Monday, December 31, 2007

My Kingdom For Some Worldwide Pants

Teri Bolke works below-the-line on The Riches, which is currently on forced hiatus. She'll be contributing to the blog until the AMPTP gets around to negotiating a fair deal, so she can go back to her job.


When I was a kid, my dad used to weave long, involved stories for me. Some were set against music - a battle of ghosts in The Grand Canyon Suite - some were simplifications of the giants of science fiction writing - Bradbury, Asimov, Clark, Pohl and Company - but most were just woven from his bizarre, sweet, endless imagination and he always encouraged me to play along, branch a path, change an ending. Story and the collaborative method were things fundamental to my growing up, so I wasn't really surprised when, after 14 years in law enforcement, story came siren calling.

The low budget indy world is rough; little to no pay, long hours, mostly mediocre food, but it lets you learn, makes you lifelong friends and starts the networking. That came in damn handy when my former employer decided to lay me off with no notice, on my day off, after 19 years and 3 months of loyal service. A union buddy called me about a day player gig on a TV show a few weeks later, and that day play got me a paid production assistant job on the same show a couple months after that. Of course, then the writer's strike hit, but my show was lucky enough to make it almost all the way to Christmas before we ran out of script.

I love my show. I miss my show. I work with some tremendously cool people, and I want us all to be able to come back and finish filming the second season. But, I also support the writer's strike and I want the WGA to get a fair deal - which is how I come to be here in the first place, but that's a story for another day.

The strike was naturally a topic of conversation over the dinner table at my uncle's house on Christmas Day - part of that whole "so what have you been up to this year" roundtable catch up, along with, "Are you dating anyone?", "God, I want grandkids", "That British comic that crossdresses? He's fantastic!", and "I never liked your other job anyway." [Ahhh, family...don't ever change.]

I was happily surprised to find that one of my cousins was so well informed, and furious on the writers' behalf. The rest of the table had only heard bits and pieces - Heaven forbid there should be quality coverage of all aspects of the strike from news outlets - so when I did a really quick sum up of the situation, the room was outraged. My two closest friends had similar experiences with their families as well; my best friend's mom declaring the Alliance literal thieves. To our families it's ridiculously simple: you work, you get paid. And the notion that the AMPTP couldn't afford the deal with the Guild was literally met with laughter.

It was heartening to know that everyday people, joe and jane citizen - or in my family's case, guiseppe and josephina - members of the audience, care strongly about what's happening. But, like everyone else, they too worry about the strike dragging on.

When I brought up the Letterman deal, they all got excited and saw the potential for it being a turning point. Praise was heartfelt for the news that hosts like Leno and Kimmel were paying their staffs out of pocket - my family are WWII refugees on both sides. They appreciate generosity and sacrifice, and they admire all the late-night hosts for theirs.

But the table had nothing but scorn for networks forcing the shows back on the air without their writers. They understand the difference between blaming Leno for a less-than-stellar show that has no writers (they won't) and blaming the network for refusing to make a deal with the WGA so Leno can put on a great show (they will.)

When I brought up some of the issues that could have scuttled the deal, like ad revenues, they were quickly dismissed as happening anyway. My cousin went on to point out the advantage that Letterman would have being back on the air with writers, and how good that would make the Guild look, both in terms of criticisms of being intractable, and in quality of content. Letterman would have an advantage - so his network would have an advantage - because it's back on the air with writers, and that advantage could have the potential to nudge the fence-sitters, "see what happens when you make a deal with the Guild?" And sure, that means there will be writers working while others aren't, but you can only solve a problem one step at a time. Sharp guy, my cousin.

I'm proud of my immigrant roots, proud of my union, working class roots, proud of my below-the-line roots, but I'm also proud of the WGA. The deal with Worldwide Pants is a gamble in a lot of ways, and gambling takes guts, but nothing worth having in this world was ever easy.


Task brief:
Exact transcription of the records is required.

(Saved data entries)
== == ==

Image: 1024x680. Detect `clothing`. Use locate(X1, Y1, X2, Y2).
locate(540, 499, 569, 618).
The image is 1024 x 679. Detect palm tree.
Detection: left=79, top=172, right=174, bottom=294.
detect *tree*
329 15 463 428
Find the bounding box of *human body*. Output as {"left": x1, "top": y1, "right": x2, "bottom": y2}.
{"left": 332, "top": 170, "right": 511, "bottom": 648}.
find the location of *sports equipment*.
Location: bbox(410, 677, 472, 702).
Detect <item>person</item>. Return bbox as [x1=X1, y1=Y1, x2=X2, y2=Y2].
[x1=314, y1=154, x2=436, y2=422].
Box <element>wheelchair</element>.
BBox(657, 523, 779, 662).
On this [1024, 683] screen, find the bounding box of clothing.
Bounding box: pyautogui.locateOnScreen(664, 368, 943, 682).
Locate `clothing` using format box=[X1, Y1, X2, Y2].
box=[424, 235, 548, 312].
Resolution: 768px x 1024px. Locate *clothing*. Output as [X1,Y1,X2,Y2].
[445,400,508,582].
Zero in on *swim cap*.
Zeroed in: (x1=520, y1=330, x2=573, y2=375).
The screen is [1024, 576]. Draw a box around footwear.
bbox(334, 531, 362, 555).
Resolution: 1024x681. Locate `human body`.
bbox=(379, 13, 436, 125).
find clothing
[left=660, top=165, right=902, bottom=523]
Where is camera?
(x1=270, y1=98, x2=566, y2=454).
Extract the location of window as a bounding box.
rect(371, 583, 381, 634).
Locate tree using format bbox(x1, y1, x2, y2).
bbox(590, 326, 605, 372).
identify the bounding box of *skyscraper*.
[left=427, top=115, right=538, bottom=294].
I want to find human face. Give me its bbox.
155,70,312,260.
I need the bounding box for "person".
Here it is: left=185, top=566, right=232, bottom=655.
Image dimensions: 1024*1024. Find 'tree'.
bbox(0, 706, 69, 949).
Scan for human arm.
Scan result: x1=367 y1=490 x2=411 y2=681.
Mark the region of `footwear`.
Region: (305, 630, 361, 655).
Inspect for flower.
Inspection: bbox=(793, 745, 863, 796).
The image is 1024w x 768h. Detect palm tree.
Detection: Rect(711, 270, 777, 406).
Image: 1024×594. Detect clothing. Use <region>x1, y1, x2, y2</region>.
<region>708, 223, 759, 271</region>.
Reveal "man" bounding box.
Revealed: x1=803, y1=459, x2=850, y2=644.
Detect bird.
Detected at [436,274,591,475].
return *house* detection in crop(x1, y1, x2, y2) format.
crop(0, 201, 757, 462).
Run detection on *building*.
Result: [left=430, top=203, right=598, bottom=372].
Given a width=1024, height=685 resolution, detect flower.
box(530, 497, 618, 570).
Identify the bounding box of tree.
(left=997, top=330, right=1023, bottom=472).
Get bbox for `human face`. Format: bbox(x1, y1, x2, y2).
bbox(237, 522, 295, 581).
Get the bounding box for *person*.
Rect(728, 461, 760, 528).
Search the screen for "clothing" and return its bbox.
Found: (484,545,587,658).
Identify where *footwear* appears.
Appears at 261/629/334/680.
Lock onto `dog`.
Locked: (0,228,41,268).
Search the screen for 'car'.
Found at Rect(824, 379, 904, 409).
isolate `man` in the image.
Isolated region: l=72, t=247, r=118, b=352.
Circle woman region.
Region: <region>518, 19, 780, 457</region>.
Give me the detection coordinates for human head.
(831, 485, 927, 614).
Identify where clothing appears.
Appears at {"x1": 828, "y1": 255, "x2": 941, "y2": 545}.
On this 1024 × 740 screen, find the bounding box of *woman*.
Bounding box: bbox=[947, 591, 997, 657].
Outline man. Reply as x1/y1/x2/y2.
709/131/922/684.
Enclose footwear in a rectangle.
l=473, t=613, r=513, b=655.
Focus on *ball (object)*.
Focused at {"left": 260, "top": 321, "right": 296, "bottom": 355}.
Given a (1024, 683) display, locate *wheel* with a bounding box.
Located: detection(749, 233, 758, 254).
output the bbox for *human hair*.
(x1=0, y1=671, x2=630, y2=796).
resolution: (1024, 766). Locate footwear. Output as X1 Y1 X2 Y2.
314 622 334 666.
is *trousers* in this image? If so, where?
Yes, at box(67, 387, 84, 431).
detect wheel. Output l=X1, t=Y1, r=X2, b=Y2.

== == ==

Worked solution:
Image: 1024x680. Detect `clothing`. Use locate(X1, Y1, X2, Y2).
locate(540, 499, 569, 618).
The image is 1024 x 679. Detect palm tree.
Detection: left=79, top=172, right=174, bottom=294.
detect *tree*
329 15 463 428
Find the bounding box of *human body*. Output as {"left": x1, "top": y1, "right": x2, "bottom": y2}.
{"left": 332, "top": 170, "right": 511, "bottom": 648}.
find the location of *sports equipment*.
Location: bbox(410, 677, 472, 702).
Detect <item>person</item>. Return bbox as [x1=X1, y1=Y1, x2=X2, y2=Y2].
[x1=314, y1=154, x2=436, y2=422].
Box <element>wheelchair</element>.
BBox(657, 523, 779, 662).
On this [1024, 683] screen, find the bounding box of clothing.
Bounding box: pyautogui.locateOnScreen(664, 368, 943, 682).
Locate `clothing` using format box=[X1, Y1, X2, Y2].
box=[424, 235, 548, 312].
Resolution: 768px x 1024px. Locate *clothing*. Output as [X1,Y1,X2,Y2].
[445,400,508,582].
Zero in on *swim cap*.
Zeroed in: (x1=520, y1=330, x2=573, y2=375).
The screen is [1024, 576]. Draw a box around footwear.
bbox(334, 531, 362, 555).
Resolution: 1024x681. Locate `human body`.
bbox=(379, 13, 436, 125).
find clothing
[left=660, top=165, right=902, bottom=523]
Where is camera?
(x1=270, y1=98, x2=566, y2=454).
Extract the location of window as a bounding box.
rect(371, 583, 381, 634).
Locate tree using format bbox(x1, y1, x2, y2).
bbox(590, 326, 605, 372).
identify the bounding box of *skyscraper*.
[left=427, top=115, right=538, bottom=294].
I want to find human face. Give me its bbox.
155,70,312,260.
I need the bounding box for "person".
Here it is: left=185, top=566, right=232, bottom=655.
Image dimensions: 1024*1024. Find 'tree'.
bbox(0, 706, 69, 949).
Scan for human arm.
Scan result: x1=367 y1=490 x2=411 y2=681.
Mark the region of `footwear`.
Region: (305, 630, 361, 655).
Inspect for flower.
Inspection: bbox=(793, 745, 863, 796).
The image is 1024w x 768h. Detect palm tree.
Detection: Rect(711, 270, 777, 406).
Image: 1024×594. Detect clothing. Use <region>x1, y1, x2, y2</region>.
<region>708, 223, 759, 271</region>.
Reveal "man" bounding box.
Revealed: x1=803, y1=459, x2=850, y2=644.
Detect bird.
Detected at [436,274,591,475].
return *house* detection in crop(x1, y1, x2, y2) format.
crop(0, 201, 757, 462).
Run detection on *building*.
Result: [left=430, top=203, right=598, bottom=372].
Given a width=1024, height=685 resolution, detect flower.
box(530, 497, 618, 570).
Identify the bounding box of tree.
(left=997, top=330, right=1023, bottom=472).
Get bbox for `human face`. Format: bbox(x1, y1, x2, y2).
bbox(237, 522, 295, 581).
Get the bounding box for *person*.
Rect(728, 461, 760, 528).
Search the screen for "clothing" and return its bbox.
Found: (484,545,587,658).
Identify where *footwear* appears.
Appears at 261/629/334/680.
Lock onto `dog`.
Locked: (0,228,41,268).
Search the screen for 'car'.
Found at Rect(824, 379, 904, 409).
isolate `man` in the image.
Isolated region: l=72, t=247, r=118, b=352.
Circle woman region.
Region: <region>518, 19, 780, 457</region>.
Give me the detection coordinates for human head.
(831, 485, 927, 614).
Identify where clothing appears.
Appears at {"x1": 828, "y1": 255, "x2": 941, "y2": 545}.
On this 1024 × 740 screen, find the bounding box of *woman*.
Bounding box: bbox=[947, 591, 997, 657].
Outline man. Reply as x1/y1/x2/y2.
709/131/922/684.
Enclose footwear in a rectangle.
l=473, t=613, r=513, b=655.
Focus on *ball (object)*.
Focused at {"left": 260, "top": 321, "right": 296, "bottom": 355}.
Given a (1024, 683) display, locate *wheel* with a bounding box.
Located: detection(749, 233, 758, 254).
output the bbox for *human hair*.
(x1=0, y1=671, x2=630, y2=796).
resolution: (1024, 766). Locate footwear. Output as X1 Y1 X2 Y2.
314 622 334 666.
is *trousers* in this image? If so, where?
Yes, at box(67, 387, 84, 431).
detect wheel. Output l=X1, t=Y1, r=X2, b=Y2.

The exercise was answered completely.